When I look back on all the twists of fortune that have gone into the skein of my life, I have to say he was right about that.
And then any notion of crowning me was forgotten, for the Bulgars sent three envoys to Constantinople seeking tribute in exchange for refraining from penetrating deeper into Romania than they already had. Having seen so great a part of his force heedlessly thrown away, my father felt he had little choice but to pay the barbarians what they demanded.
He summoned them to the throne room to impress them with the splendor still remaining in the Roman Empire. My brother and I, as part of that splendor, sat at his left hand. Our three seats were the only ones there; the two additional thrones formerly occupied by my uncles had vanished, I never learned whither.
The Bulgars- their names, as best I can set them down in Greek letters, were Krobat, Batbaian, and Kotrag- were quite the ugliest men I had ever seen. They were short and squat and swarthy, with wide, flat faces, noses almost bridgeless, and narrow eyes set in their heads at a slant. They could raise hardly more beard than a eunuch; a few hairs sprouted on their cheeks and chins, and a few more, enough to make up scraggly mustaches, on their upper lips. They smelled of horses.
Instead of silk and linen, they wore fur and leather, and also, as if to make up for their physical hideousness, great quantities of gold: rings and armlets and necklaces and clasps and even, in the case of Krobat, who was their leader, hoops in his ears. I stared, never having seen a man decked out in that effeminate style.
They all spoke Greek, after a fashion. My father ignored their twittering accent and their endless solecisms, treating them with as much dignity as if they had come from the misnamed commander of the faithful in Damascus. The question was never whether to pay them, only how much, for my father reckoned himself unable to drive them back north of the Danube.

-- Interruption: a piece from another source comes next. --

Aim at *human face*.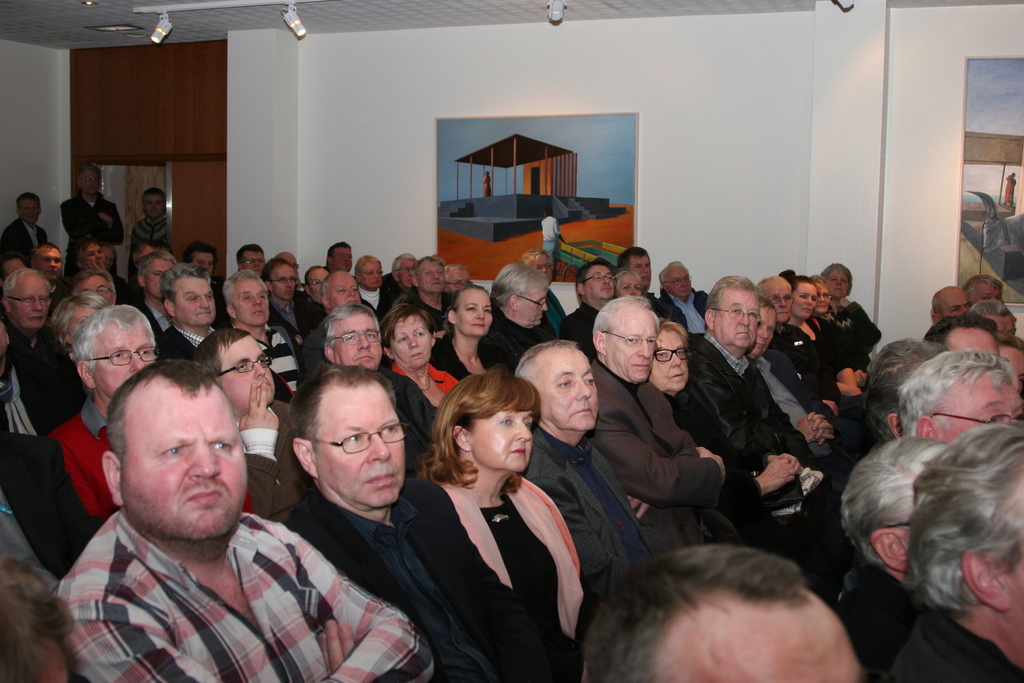
Aimed at region(144, 259, 173, 297).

He did not let them know that, however. Instead, he made sure that, wherever they went in Constantinople, they were sure to see large numbers of soldiers, as if he were contemplating renewed war should their demands prove exorbitant. The ploy worked. They cut their demands in half, and then in half again.
"Your people has no great need for gold," my father told Krobat, pointing to the numerous ornaments of precious metal adorning the barbarian. "It is only a symbol of the relationship between us." He then had to spend some time making sure Krobat knew what a symbol was. That done, he went on, "If the symbol is more expensive than the war it replaces, we would sooner fight."

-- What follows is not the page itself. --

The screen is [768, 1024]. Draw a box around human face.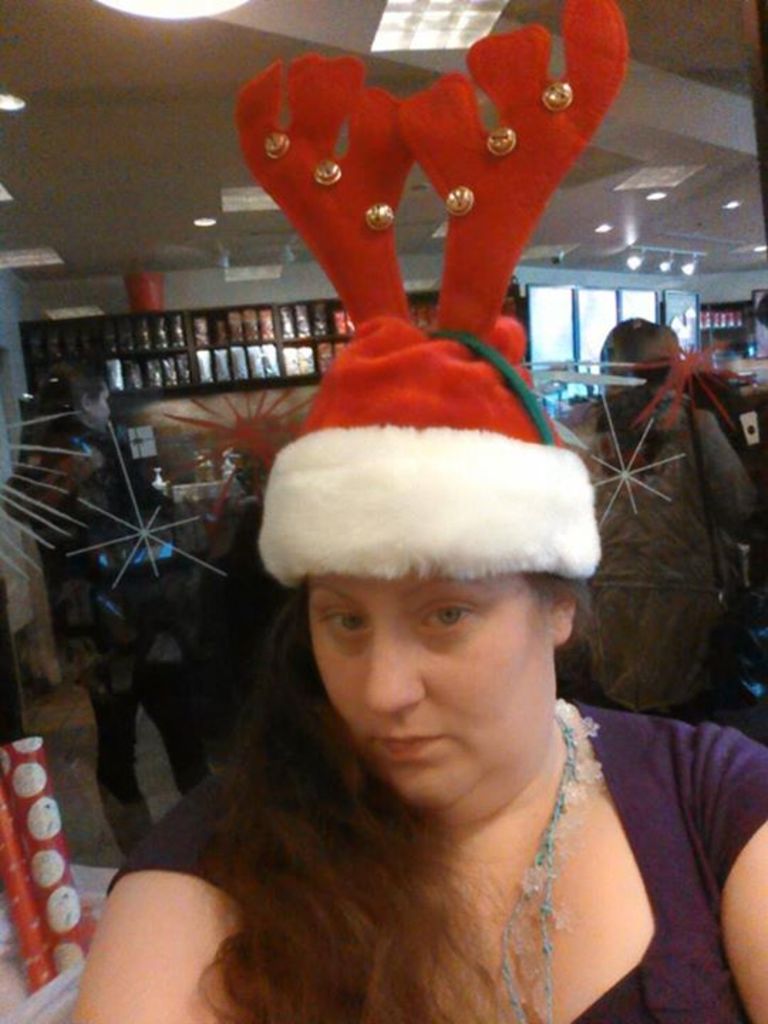
box=[306, 573, 552, 809].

In his bad Greek, Krobat said, "You talk like- what is name?- fish merchant. Like fish merchant, yes." He sneered. He had big yellow teeth, made for sneering.
My father simply stared at him. So did I, adding my indignation to his. My brother may well have done the same thing, but I did not shift my eyes to look at him. I kept staring at Krobat, letting him know without words he could not address an Emperor of the Romans thus.
Silence stretched. At last, Batbaian muttered to his leader in their ugly tongue. Krobat muttered back, angrily. But when Kotrag also spoke to him, he returned to Greek and growled out something that would do for an apology. My father dipped his head to accept it, and the dickering went on as if the insult had never occurred.